TO DO:
All pictures must be dropped, while the entries are given again word for word.

(Saved data entries)
+===+
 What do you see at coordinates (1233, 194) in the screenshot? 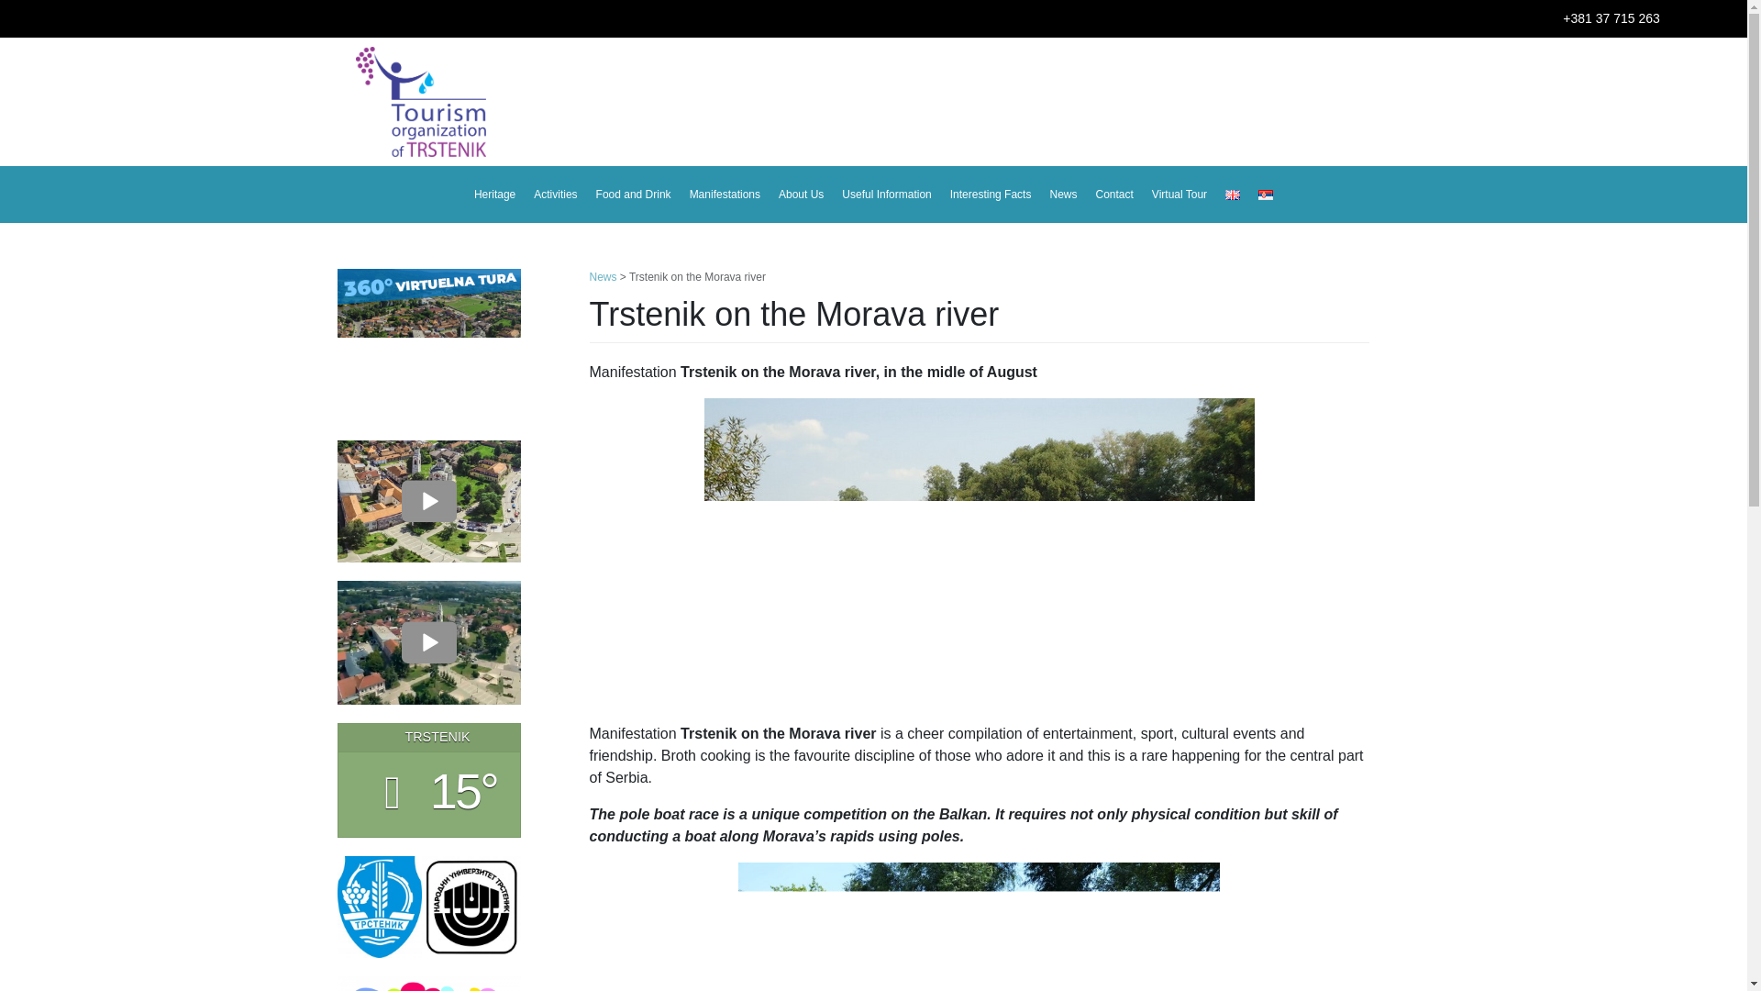
I see `English` at bounding box center [1233, 194].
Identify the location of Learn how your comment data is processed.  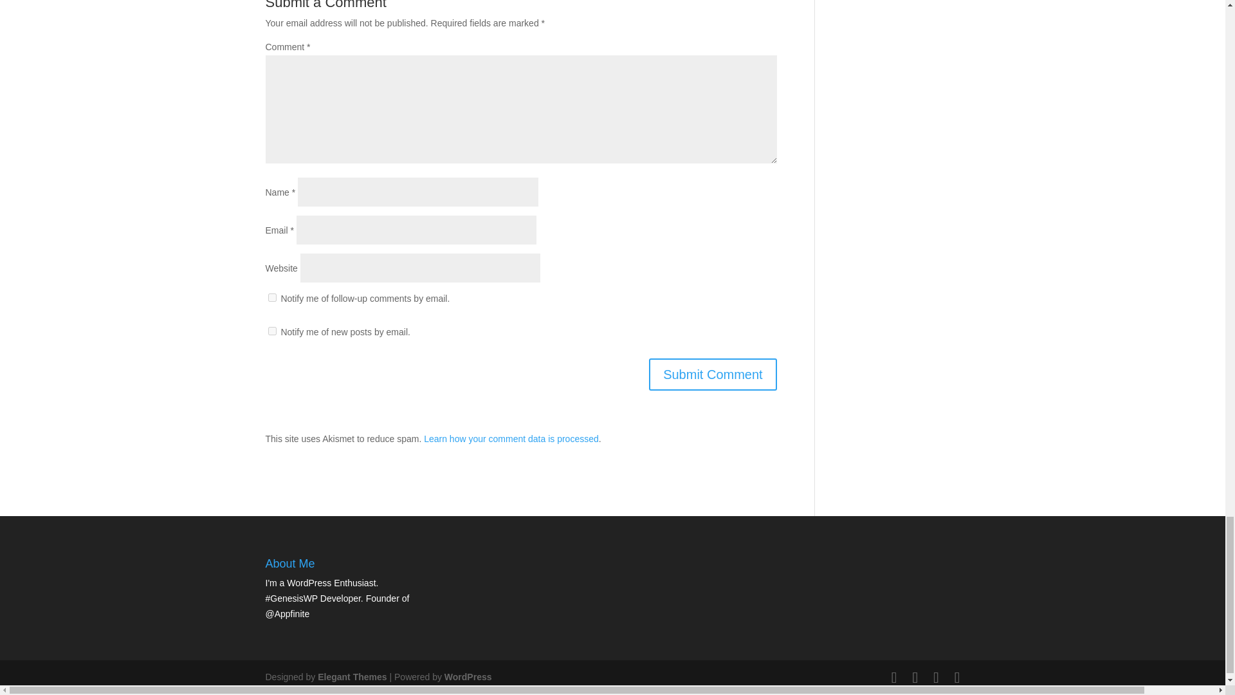
(511, 439).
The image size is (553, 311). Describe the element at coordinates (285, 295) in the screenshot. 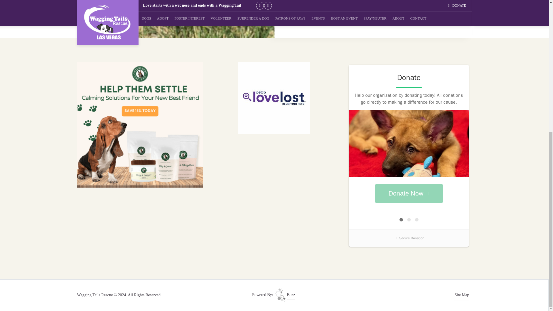

I see `Buzz` at that location.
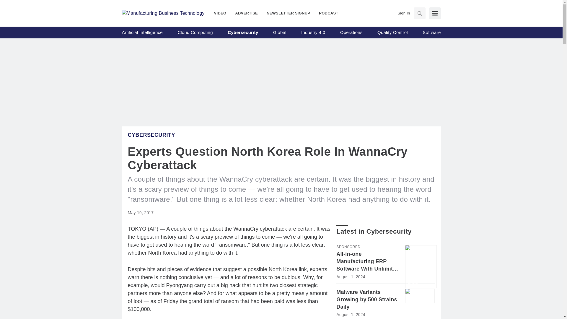  I want to click on VIDEO, so click(222, 13).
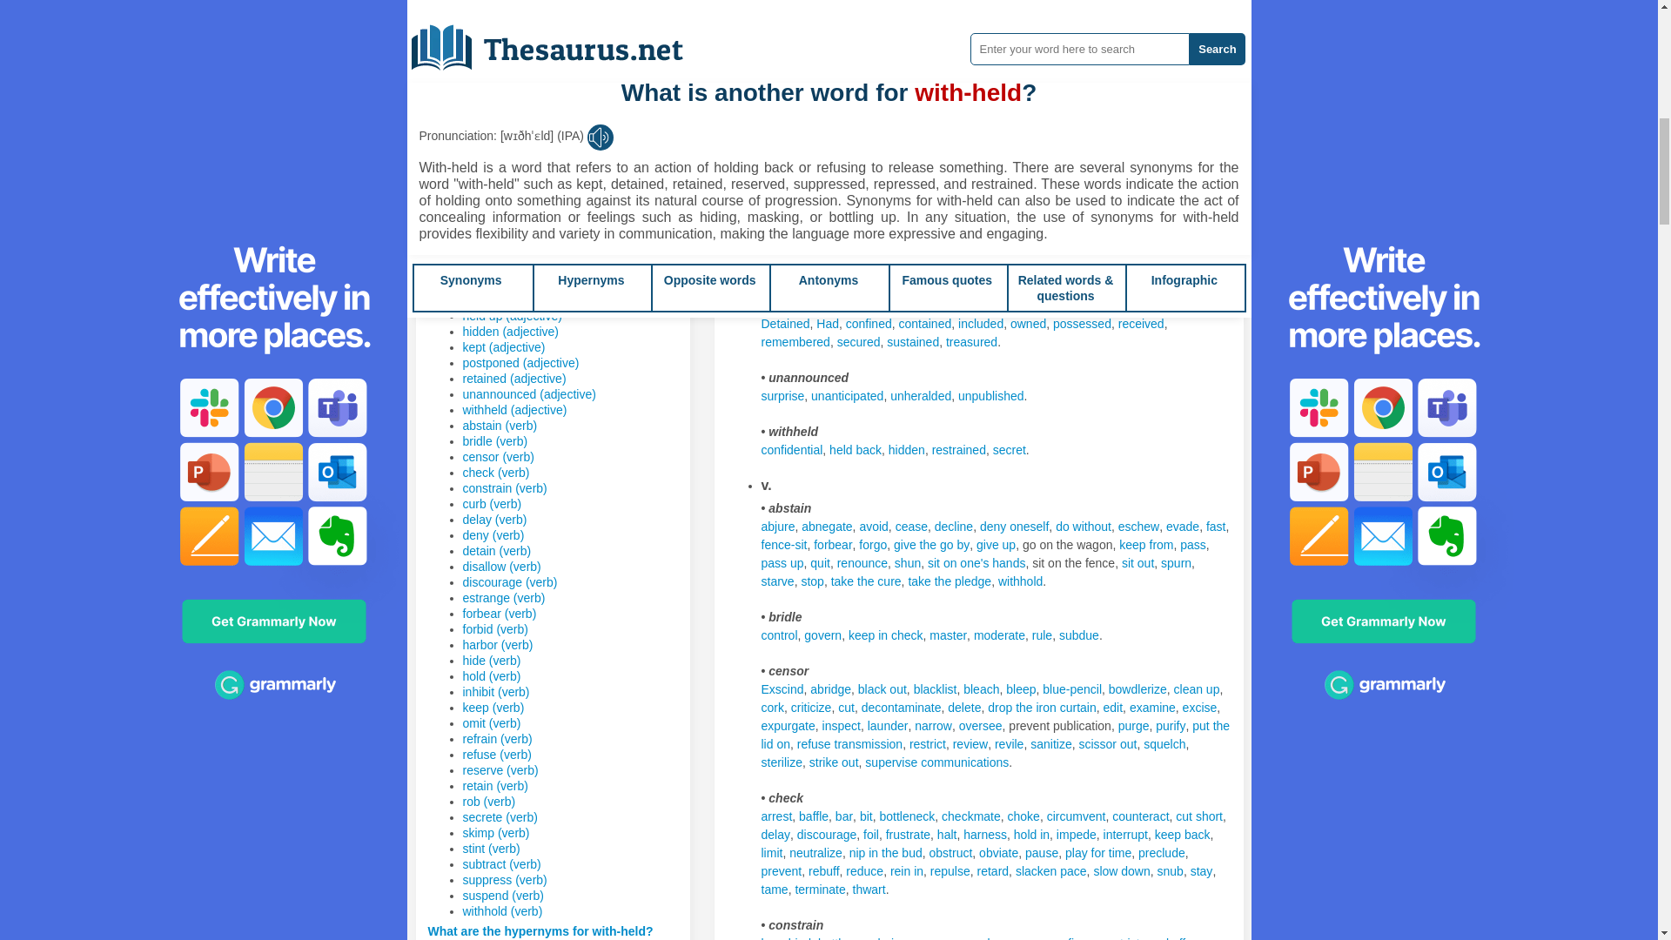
+===+
COMPLETED TASK:
 What do you see at coordinates (1233, 194) in the screenshot? 
I see `English` at bounding box center [1233, 194].
Identify the location of Learn how your comment data is processed.  
(511, 439).
The image size is (553, 311). Describe the element at coordinates (285, 295) in the screenshot. 

I see `Buzz` at that location.
  I want to click on VIDEO, so click(222, 13).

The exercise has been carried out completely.